Nowhere in America
Title | Nowhere in America PDF eBook |
Author | Hal Rammel |
Publisher | University of Illinois Press |
Pages | 188 |
Release | 1990 |
Genre | American wit and humor |
ISBN | 9780252017179 |
A magical tour through the imaginary terrain of the comic imagination as revealed in children's lore, literature, folktales, travel lies, film comedies, cartoons, comic books, and folksongs. With 14 bandw illustrations. Annotation copyrighted by Book News, Inc., Portland, OR
Geography Of Nowhere
Title | Geography Of Nowhere PDF eBook |
Author | James Howard Kunstler |
Publisher | Simon and Schuster |
Pages | 308 |
Release | 1994-07-26 |
Genre | Architecture |
ISBN | 0671888250 |
Argues that much of what surrounds Americans is depressing, ugly, and unhealthy; and traces America's evolution from a land of village commons to a man-made landscape that ignores nature and human needs.
AMERICA NOWHERE.
Title | AMERICA NOWHERE. PDF eBook |
Author | |
Publisher | |
Pages | 141 |
Release | 1992 |
Genre | |
ISBN |
Outdoor America
Title | Outdoor America PDF eBook |
Author | |
Publisher | |
Pages | 778 |
Release | 1923 |
Genre | Natural resources |
ISBN |
The Native Races of the Pacific States of North America: Myths and languages. 1875
Title | The Native Races of the Pacific States of North America: Myths and languages. 1875 PDF eBook |
Author | Hubert Howe Bancroft |
Publisher | |
Pages | 840 |
Release | 1875 |
Genre | Indians |
ISBN |
Extensive anthropological, ethnographic, linguistic, archaeological, and historical work on the Indians of the North, Central, and South Americas and, in North America, as far east as the Mississippi Valley.
Current Literature
Title | Current Literature PDF eBook |
Author | |
Publisher | |
Pages | 788 |
Release | 1903 |
Genre | Literature |
ISBN |
Virtual America
Title | Virtual America PDF eBook |
Author | John Opie |
Publisher | U of Nebraska Press |
Pages | 286 |
Release | 2008-01-01 |
Genre | Social Science |
ISBN | 9780803235717 |
Virtual America traces the complex relationship between Americans, technology, and their environment as it has unfolded over the past several centuries.

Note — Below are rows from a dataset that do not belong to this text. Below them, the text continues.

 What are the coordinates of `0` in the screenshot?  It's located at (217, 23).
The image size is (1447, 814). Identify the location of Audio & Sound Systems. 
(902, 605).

Throughout history Americans have constructed mental pictures of unique places, such as the American West, that have taken on more authority than the actual gritty landscapes. This disconnect from reality is magnified by the new world of virtual realities on the computer screen, where personal immersion in interactive simulations becomes the ?default? environment. Virtual America identifies the connections (or lack thereof) between our individual selves, an American identity, and the geography ?out there.? John Opie examines what he calls First Nature (the natural world), Second Nature (metropolitan infrastructure/built environment), and Third Nature (virtual reality in cyberspace). He also explores how Americans have historically dreamed about a better life in daily, ordinary existence and then fulfilled it through the Engineered America of our built environment, the Consumer America of material well-being, and the Triumphal America of our conviction that we are the world's exceptional model. But these dream worlds have also encouraged placelessness and thus indifference to our dwelling in home ground. Finally, Opie explores Last Nature (a sense of place) and argues that when we identify an authentic place, we can locate authenticity of self?a reification of place and self?by their connectedness.